As a young dancer in Boston, professional performance options were limited to vaudeville or burlesque, neither of which was an option for E. VIRGINIA WILLIAMS, so she focused on teaching and training young dancers, opening her first studio in Malden in the 1930s. By 1953 she had moved her studio into Boston next to The New England Conservatory in Back Bay.
Her teaching inspired decades of promising dancers, many of whom would go on to have illustrious careers in dance. Students like Eleanor D’Antuono (Ballet Russe, American Ballet Theatre), Sara Leland, Earle Sieveling, and Robert Rodham (New York City Ballet), and James Capp (The National Ballet, Washington) would return as guests artists for the New England Civic Ballet, and later the Boston Ballet. Others would remain as founding members of Boston Ballet and create the foundations of the world-class company that has become part of the fabric of the Boston Arts and Culture community. Continue below for some of the milestones and achievements from those early years.
1956: E. Virginia Williams moves her ballet school from the Back Bay to a studio at 186 Massachusetts Avenue, opposite the Lowes State Theatre. The School offered children’s classes as well as a Professional Division. The schools “fundamental purpose” was “to provide its students with a training equivalent to that offered professional dancers by the great European schools.”
1958: Out of her Boston School of Ballet, sometimes called The New England School of Ballet, E. Virginia Williams created a small concert troupe, The New England Civic Ballet, to perform at Festivals and small venues throughout New England. Many of William’s former students who had gone on to dance with professional companies returned as guest artists. Among those returning during that first year were Eleanor D’Antuono who was dancing at the time with The Ballet Russe de Monte Carlo.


### THE TASK
Reading the listing that follows, count the lines where "equine" appears, and answer with only that count.

### EXCERPTED DATA
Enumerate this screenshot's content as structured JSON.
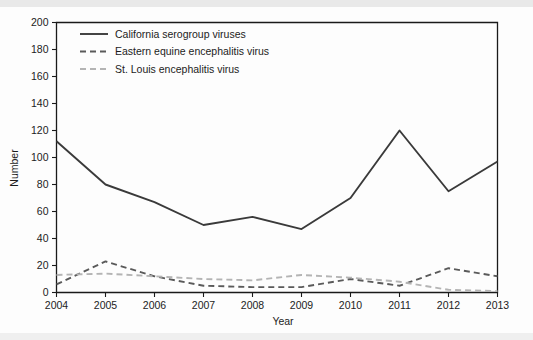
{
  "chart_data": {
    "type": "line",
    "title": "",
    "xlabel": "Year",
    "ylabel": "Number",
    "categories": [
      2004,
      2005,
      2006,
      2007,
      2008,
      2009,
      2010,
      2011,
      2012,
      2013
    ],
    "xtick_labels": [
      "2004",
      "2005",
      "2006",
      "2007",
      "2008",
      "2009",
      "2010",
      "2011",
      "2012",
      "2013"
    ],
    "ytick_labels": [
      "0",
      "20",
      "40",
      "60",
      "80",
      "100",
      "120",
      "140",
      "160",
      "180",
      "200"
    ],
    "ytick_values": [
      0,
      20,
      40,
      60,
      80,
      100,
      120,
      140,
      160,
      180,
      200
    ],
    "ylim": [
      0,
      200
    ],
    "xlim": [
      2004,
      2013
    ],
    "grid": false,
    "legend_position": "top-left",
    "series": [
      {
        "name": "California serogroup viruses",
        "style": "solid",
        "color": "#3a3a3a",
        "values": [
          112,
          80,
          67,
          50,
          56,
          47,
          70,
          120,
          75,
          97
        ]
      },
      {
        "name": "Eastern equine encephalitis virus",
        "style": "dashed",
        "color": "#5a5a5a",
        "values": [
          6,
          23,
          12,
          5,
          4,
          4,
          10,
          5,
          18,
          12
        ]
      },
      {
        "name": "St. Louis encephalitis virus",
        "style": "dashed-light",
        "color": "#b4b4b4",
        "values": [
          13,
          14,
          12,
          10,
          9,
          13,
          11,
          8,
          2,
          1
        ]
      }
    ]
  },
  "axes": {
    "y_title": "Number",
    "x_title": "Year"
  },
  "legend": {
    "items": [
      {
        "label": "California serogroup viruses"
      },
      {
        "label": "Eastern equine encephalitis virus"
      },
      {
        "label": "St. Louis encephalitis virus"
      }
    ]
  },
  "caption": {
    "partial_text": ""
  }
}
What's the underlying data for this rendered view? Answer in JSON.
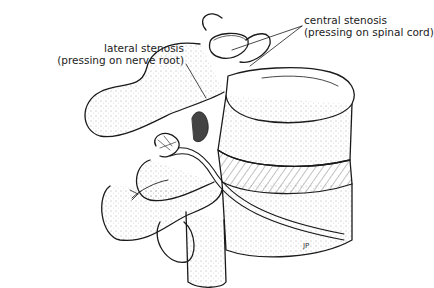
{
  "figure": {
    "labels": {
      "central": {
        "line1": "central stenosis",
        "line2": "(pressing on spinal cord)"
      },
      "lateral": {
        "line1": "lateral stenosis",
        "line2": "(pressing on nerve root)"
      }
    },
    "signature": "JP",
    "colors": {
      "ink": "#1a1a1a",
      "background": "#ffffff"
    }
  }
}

...

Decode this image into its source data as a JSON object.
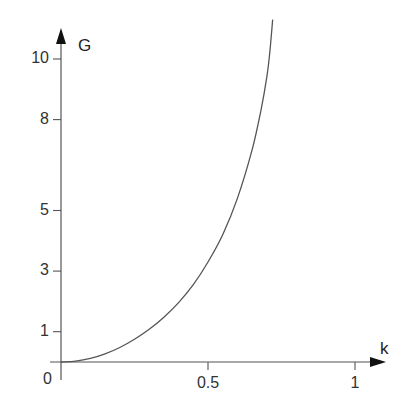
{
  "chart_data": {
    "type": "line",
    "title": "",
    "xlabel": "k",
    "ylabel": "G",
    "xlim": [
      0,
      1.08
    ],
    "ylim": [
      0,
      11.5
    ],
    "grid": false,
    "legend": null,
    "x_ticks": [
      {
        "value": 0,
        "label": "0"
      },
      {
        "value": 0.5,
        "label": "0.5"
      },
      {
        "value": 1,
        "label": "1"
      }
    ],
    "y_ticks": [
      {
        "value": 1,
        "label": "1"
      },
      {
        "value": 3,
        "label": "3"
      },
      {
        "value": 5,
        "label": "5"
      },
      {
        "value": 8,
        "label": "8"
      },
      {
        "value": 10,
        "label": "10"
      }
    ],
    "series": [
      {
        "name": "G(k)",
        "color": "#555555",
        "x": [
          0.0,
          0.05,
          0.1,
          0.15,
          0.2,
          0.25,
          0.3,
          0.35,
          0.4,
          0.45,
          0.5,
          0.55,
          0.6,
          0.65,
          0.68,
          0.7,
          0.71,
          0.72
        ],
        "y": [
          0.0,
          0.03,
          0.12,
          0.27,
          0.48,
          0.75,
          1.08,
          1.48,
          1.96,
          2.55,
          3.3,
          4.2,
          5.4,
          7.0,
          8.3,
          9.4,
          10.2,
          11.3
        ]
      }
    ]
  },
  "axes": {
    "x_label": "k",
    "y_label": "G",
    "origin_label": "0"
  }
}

### SOLUTION
2